Built 1890 (demolished 1958)
Architects: Pickle and Sutton of Tacoma
Laurel Park was formerly the site of the grand Sehome Grade School. In the late 1880s the school operated out of the second floor of the Morse Hardware Store on Elk Street until P.B. Cornwall, president of the Bellingham Bay Improvement Company, donated land on High Street for the new school. Several students were injured the year the school opened when workers clearing and grading the street outside the school exploded rocks, blasting them through the windows of the second grade classroom. The school was used until 1941 and stood on this site until it was demolished. The City Park Board acquired the two-acre parcel in 1967, and Laurel Park was developed in 1998.
Built 1919
This three-story Beaux Arts style apartment building was originally named “The Hull” after owner John G. Hull, who made his living in real estate. Mr. Hull did well for himself in the speculative housing market that followed World War I, building and selling a fair number of “bungalows” along this stretch of High Street. In June 1923, the “Hull” was renamed the “Kulshan,” what was believed to be the native name for Mount Baker. The Kulshan Apartments were rented furnished and unfurnished.
Built 1889
The First Presbyterian Church was the predecessor of the church on N. Garden Street (#19).
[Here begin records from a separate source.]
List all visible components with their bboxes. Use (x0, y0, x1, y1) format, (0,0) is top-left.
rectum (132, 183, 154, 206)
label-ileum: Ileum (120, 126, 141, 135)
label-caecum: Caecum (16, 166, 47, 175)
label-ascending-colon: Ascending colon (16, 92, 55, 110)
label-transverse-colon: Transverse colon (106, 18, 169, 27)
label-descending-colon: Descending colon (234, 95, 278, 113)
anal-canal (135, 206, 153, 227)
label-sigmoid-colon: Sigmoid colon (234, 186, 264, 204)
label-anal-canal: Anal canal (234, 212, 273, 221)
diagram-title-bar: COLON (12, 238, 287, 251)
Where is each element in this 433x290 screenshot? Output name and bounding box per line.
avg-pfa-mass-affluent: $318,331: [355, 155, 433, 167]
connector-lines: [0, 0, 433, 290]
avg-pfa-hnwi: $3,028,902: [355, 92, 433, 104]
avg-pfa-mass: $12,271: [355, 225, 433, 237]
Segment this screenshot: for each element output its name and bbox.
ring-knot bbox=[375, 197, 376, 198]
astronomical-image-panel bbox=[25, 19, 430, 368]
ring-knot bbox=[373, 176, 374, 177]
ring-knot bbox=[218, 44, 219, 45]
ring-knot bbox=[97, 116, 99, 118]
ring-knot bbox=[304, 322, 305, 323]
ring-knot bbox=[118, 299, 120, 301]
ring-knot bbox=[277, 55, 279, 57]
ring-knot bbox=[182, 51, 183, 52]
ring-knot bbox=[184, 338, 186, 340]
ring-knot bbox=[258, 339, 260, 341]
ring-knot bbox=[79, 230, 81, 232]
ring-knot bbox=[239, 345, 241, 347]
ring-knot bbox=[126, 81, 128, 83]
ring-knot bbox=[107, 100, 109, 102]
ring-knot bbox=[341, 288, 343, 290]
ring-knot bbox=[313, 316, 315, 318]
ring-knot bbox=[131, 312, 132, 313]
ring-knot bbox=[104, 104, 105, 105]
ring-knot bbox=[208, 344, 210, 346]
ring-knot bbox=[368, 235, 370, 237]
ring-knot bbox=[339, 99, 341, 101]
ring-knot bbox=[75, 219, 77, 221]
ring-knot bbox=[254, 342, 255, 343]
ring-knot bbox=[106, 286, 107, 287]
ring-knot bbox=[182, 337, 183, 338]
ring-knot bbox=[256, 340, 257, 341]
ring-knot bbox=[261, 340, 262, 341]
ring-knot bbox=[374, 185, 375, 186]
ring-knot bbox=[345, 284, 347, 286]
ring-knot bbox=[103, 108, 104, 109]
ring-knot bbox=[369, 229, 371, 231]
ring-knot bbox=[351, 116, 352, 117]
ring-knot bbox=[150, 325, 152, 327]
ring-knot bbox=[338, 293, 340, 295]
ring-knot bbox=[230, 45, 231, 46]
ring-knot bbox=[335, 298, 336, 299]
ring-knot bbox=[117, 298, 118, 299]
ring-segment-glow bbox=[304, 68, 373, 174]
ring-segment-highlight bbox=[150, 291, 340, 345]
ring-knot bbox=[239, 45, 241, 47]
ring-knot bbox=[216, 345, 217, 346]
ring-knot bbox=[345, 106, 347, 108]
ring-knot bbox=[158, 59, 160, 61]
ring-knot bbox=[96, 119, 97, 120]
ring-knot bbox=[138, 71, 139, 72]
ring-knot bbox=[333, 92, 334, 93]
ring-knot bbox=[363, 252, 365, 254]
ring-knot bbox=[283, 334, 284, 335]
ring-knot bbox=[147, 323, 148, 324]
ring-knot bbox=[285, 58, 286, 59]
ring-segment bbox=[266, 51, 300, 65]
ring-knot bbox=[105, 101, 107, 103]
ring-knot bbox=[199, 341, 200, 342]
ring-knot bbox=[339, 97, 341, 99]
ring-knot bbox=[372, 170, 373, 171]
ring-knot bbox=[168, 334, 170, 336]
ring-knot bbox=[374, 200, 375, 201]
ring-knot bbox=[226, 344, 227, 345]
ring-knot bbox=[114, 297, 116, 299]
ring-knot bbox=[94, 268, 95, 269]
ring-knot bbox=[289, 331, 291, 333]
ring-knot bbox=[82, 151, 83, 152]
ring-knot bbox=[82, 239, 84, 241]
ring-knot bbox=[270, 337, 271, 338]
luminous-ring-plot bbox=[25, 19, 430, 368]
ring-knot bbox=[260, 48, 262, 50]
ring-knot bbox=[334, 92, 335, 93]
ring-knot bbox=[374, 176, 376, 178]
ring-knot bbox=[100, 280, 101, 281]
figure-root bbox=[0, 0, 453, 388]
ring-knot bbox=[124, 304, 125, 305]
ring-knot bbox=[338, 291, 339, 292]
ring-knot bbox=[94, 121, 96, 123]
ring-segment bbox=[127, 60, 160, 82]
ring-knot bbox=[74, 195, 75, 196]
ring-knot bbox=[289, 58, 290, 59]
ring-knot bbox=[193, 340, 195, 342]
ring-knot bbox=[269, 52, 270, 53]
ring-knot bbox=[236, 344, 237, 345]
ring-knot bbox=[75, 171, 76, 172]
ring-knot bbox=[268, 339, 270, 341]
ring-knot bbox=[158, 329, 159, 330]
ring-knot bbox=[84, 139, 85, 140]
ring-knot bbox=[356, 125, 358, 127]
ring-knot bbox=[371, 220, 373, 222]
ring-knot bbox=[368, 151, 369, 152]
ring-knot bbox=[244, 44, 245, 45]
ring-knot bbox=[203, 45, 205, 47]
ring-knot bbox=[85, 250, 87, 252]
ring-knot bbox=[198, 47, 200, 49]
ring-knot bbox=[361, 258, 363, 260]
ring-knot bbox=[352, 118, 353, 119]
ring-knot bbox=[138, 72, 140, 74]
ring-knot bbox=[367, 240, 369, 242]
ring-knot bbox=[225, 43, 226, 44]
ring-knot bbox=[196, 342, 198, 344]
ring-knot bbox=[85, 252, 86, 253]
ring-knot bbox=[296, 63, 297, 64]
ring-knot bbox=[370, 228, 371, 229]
In 1891 a scandal shook the congregation when member Annie Llewellyn was accused of “laxness” for selling whisky and keeping her store open on Sundays. She repented publicly and was allowed to remain in the church, but her daughter Lizzie (who also worked in the store) refused and was excommunicated. In 1909 First Presbyterian had a popular minister with a dramatic preaching style that grew the congregation, and funds were raised to build a larger church on N. Garden Street. The older building was sold, and the Faith Lutheran Church was established there in 1911. Later, the church was used as a martial arts school, fondly referred to as the “Karate Church.”
Built 1890
Architect: Robert W. Shoppell
The three-story Queen Anne style house was built for banker J.W. Morgan and originally featured an open tower on the third floor of the turret with the bell-shaped cap. Morgan was manager of the Bellingham Bay National Bank, which built for its offices an ornate Chuckanut sandstone building on the northeast corner of Holly and Elk Streets in 1891. The bank failed in 1893, after the collapse of the New York Stock Exchange. Morgan sold the house in 1898 to new owners Louis and Mary White, who had eight children and needed a large house. It became a college men’s residence in 1957 and was converted into the Poplar Terrace apartments in 1959.
Built 1890
National Register Listed
This stately Tudor Revival style house was built in 1890 for Edward Fischer, a land agent for the Bellingham Bay & British Columbia Railroad, and his wife Bertha. Mrs. Fischer was the daughter of Pierre Cornwall, the San Francisco banker who for decades had led development of the Sehome town site. She sold the home to engineer J.J. Donovan shortly after Edward Fischer died in 1900. Donovan had come to Fairhaven in 1888 after railroad contractor Nelson Bennett hired him to complete a survey for a rail line from Seattle to the four settlement towns on Bellingham Bay. After purchasing the house, Donovan finished the interior, giving it some of its more elaborate features. Further remodeling occurred after a car crashed into the house around 1908.
Built 1906
This Craftsman style American Foursquare house belonged to George and Harriet (“Hattie”) Dellinger. George Dellinger was a realtor, and Hattie was a founding member of the Aftermath Club, a woman’s reading and social group that built its own clubhouse at 1300 Broadway, on the corner of W. Holly Street. Hattie died in 1923, but George remained working in real estate until age 97. On his 100th birthday, he took a 30-minute plane ride over Bellingham. When he died in 1952 at age 106, he was Whatcom County’s oldest pioneer. He is buried in Bayview Cemetery, next to J.J. Donovan, his neighbor across the street on N. Garden Street. The house currently serves as a halfway house.
Built 1958
Architect: Ralf Decker
This unornamented blockish brick building illustrates how buildings evolve over time. It began as a one-story brick building to house the Pacific Northwest Bell offices and plant. The original structure was expanded to two stories, and later a third story was added in 1969 (notice the difference in brick at the second story). When the telephone systems were automated, the switchboard operators were all laid off, and today the building has no humans working in it. The architect is believed to be Ralf Decker, who designed the Pacific Northwest Bell Telephone Company building in Seattle.
Built 1904
Architect: Frank C. Burns
National Register Listed
The Daylight Building’s grand State Street entrance is framed by two Roman style sandstone columns, topped with its name and build date carved on the lintel above the entrance. The stone was a local product from the Chuckanut Quarry, founded in 1856 by pioneer Henry Roeder. The Montgomery Ward department store opened in the building in 1928 (an arch over the basement entry on Chestnut Street still bears the company’s name), but fire gutted the store six months later. From 1976-94, an adult theater, the Green Apple, was located in the building. Today apartments remain on the second story, and commercial businesses thrive on the ground floor.